Swiss & Swedish Camp
Swiss and Swedish soldiers have been slipping reports into a letterbox in the DMZ since 1953. North Korea no longer picks up the mail. They keep writing anyway.
Enemy Cemetery
There are no signs to find it. Intelligence reportedly hided cameras there to spot communist sympathizers. Yet someone keeps leaving flowers and booze bottles on the North Korean soldiers and spy’s graves.

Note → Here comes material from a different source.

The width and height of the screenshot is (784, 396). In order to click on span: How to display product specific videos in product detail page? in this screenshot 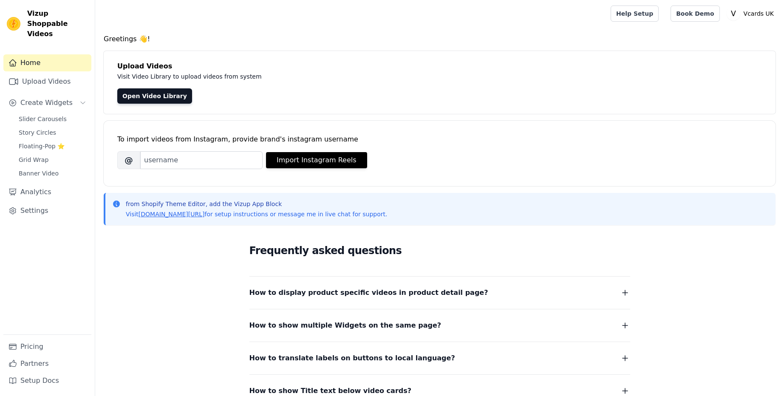, I will do `click(369, 293)`.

Jan. 21 Infiltration Place
In 1968, 31 North Korean commandos crossed the DMZ here with the aim of reaching Seoul to assassinate the president. No action movie comes close to matching the intensity of their bloody saga. A bizarre diorama is there to remind us of it.
Yeoncheon
Just below a military ridge 800 metres from North Korea, thousands of Seoulites stroll every Autumn in a flower park planted along the barbed wire fence.
Cheorwon
The same fields where 15,000 soldiers died in 9 days now shelters thousands of endangered cranes each winter, protected by the border.
Workers Party H.Q.
The very embodiment of evil in the eyes of some, the North Korean Workers’ Party headquarters in Cheorwon has been left exactly as the Korean War left it — bombed, roofless, and steeped in the tragic memory of those who were tortured to death there.
Central Frontline
You have 30 minutes to drive 25 kilometres along the DMZ on National Route 5. Stopping is forbidden. Every car is checked. The landscape is beautiful. There is not much else to see.
Peace Dam
A dictator invented a North Korean “water bomb” threat to silence protests before the 1988 Olympics. South Korea spent millions building a dam against a flood that never existed.
Punchbowl
After the armistice, veterans were given land in the Punchbowl to farm. Many were killed or maimed clearing it. The mines they missed are still there — marked on the hiking trail maps.
Eastern Frontline
The Korean DMZ ends where the mountains meet the sea. From Goseong Observatory, the barbed wire runs down a ridge, into the water, and stops. Beyond it, Mount Kumgang and North Korea.
Kim Il Sung's Villa
The founder of the Kim dynasty in the North vacationed here with his family before the Korean War. Afterwards, his mortal South Korean enemy Syngman Rhee built his own summer cottage just down the road.
Abai Village
On Christmas Eve 1950, a cargo ship built for 60 passengers sailed from North Korea with 14,000 refugees aboard. A small handful of them—and their many descendants— still live in Abai Village, Sokcho.